Historical context: This includes the history of colonialism, slavery, immigration policies, and the creation of racial categories that shape modern-day prejudice and discrimination.
Intersectionality: This focuses on the multiple identities and social categories that influence a person's experiences with racism, including gender, sexuality, class, and nationality.
White supremacy: This explores the ways that white people maintain and benefit from systems that prioritize whiteness over other racial identities, often through structural and institutional means.
Microaggressions: These are small everyday acts of racism that can accumulate over time and lead to marginalization and discrimination for people of color.
Systemic racism: This encompasses institutional practices and policies that perpetuate unequal access to opportunities and resources for people of color, such as redlining, mass incarceration, and discriminatory hiring practices.
Colorism: This refers to the preferential treatment given to lighter-skinned individuals over darker-skinned individuals, often based on racist stereotypes.
Cultural appropriation: This describes the appropriation of cultural elements from a marginalized group by dominant culture without proper understanding or acknowledgement of its historical context and significance.
Whiteness studies: This involves examining the social construction of race and analyzing how whiteness has been normalized and privileged in society.
Anti-racism: This involves actively working to dismantle racist systems, practices, and beliefs, both individually and collectively.
Intersectional activism: This involves recognizing the intersectionality of oppressions and working towards social justice for all marginalized communities.
Indigenous studies: This focuses on the experiences, histories, and cultures of indigenous peoples and examines how colonization and racism have impacted their lives.

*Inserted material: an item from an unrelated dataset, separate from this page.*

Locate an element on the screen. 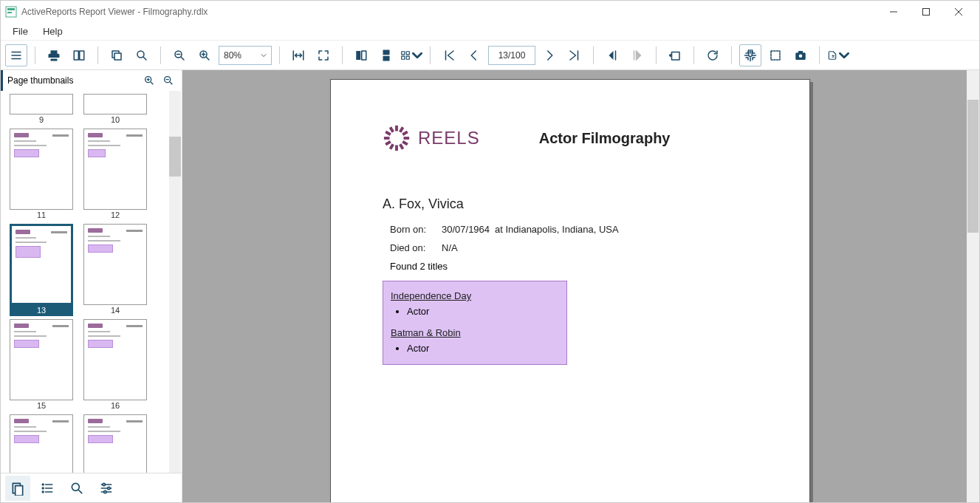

Decolonization: This involves the undoing of colonial structures, systems, and ideologies and the restoration of autonomy to colonized communities.
Implicit bias: This refers to unconscious biases that can influence our perceptions, attitudes, and behaviors towards different racial groups.
Allyship: This involves working in solidarity with marginalized communities and actively using privilege and power to challenge and dismantle systems of oppression.
Environmental racism: This examines how racism intersects with environmental issues, including access to clean water, land use, and pollution.
Critical race theory: This is a legal and social theory that examines how law and power intersect with race and racism, and how racism is embedded in social institutions.
Liberation theology: This is a movement that combines theology and social justice activism, focusing on the liberation of oppressed groups and challenging dominant power structures.
Postcolonial studies: This examines the ongoing effects of colonialism in the present day, including the persistence of racialized power dynamics and the impacts of globalization.
Intersectional feminism: This is a feminist framework that recognizes the interconnectedness of oppressions and focuses on the experiences of marginalized women, including women of color, queer women, and women with disabilities.
Disability studies: This focuses on the experiences and rights of people with disabilities and examines how ableism intersects with other forms of oppression, including racism.
Quote: "Race is a categorization of humans based on shared physical or social qualities into groups generally viewed as distinct within a given society."
Quote: "The term came into common usage during the 16th century, when it was used to refer to groups of various kinds, including those characterized by close kinship relations."
Quote: "By the 17th century, the term began to refer to physical (phenotypical) traits, and then later to national affiliations."
Quote: "Modern science regards race as a social construct, an identity which is assigned based on rules made by society."
Quote: "While partly based on physical similarities within groups, race does not have an inherent physical or biological meaning."
Quote: "The concept of race is foundational to racism, the belief that humans can be divided based on the superiority of one race over another."
Quote: "Social conceptions and groupings of races have varied over time, often involving folk taxonomies that define essential types of individuals based on perceived traits."
Quote: "Modern scientists consider such biological essentialism obsolete, and generally discourage racial explanations for collective differentiation in both physical and behavioral traits."
Quote: "Scientists around the world continue to conceptualize race in widely differing ways."
Quote: "Others in the scientific community suggest that the idea of race is inherently naive or simplistic."
Quote: "All living humans belong to the same subspecies, Homo sapiens sapiens."
Quote: "Since the second half of the 20th century, race has been associated with discredited theories of scientific racism."
Quote: "Race has become increasingly seen as a largely pseudoscientific system of classification."
Quote: "Race has often been replaced by less ambiguous and/or loaded terms: populations, people(s), ethnic groups, or communities, depending on context."
Quote: "Its use in genetics was formally renounced by the US National Academies of Sciences, Engineering, and Medicine in 2023."
Quote: "Folk taxonomies define essential types of individuals based on perceived traits."
Quote: "While some researchers continue to use the concept of race to make distinctions among fuzzy sets of traits or observable differences in behavior..."
Quote: "Still others argue that, among humans, race has no taxonomic significance because all living humans belong to the same subspecies, Homo sapiens sapiens."
Quote: "Race has become increasingly seen as a largely pseudoscientific system of classification."
Quote: "The use in genetics was formally renounced by the US National Academies of Sciences, Engineering, and Medicine in 2023."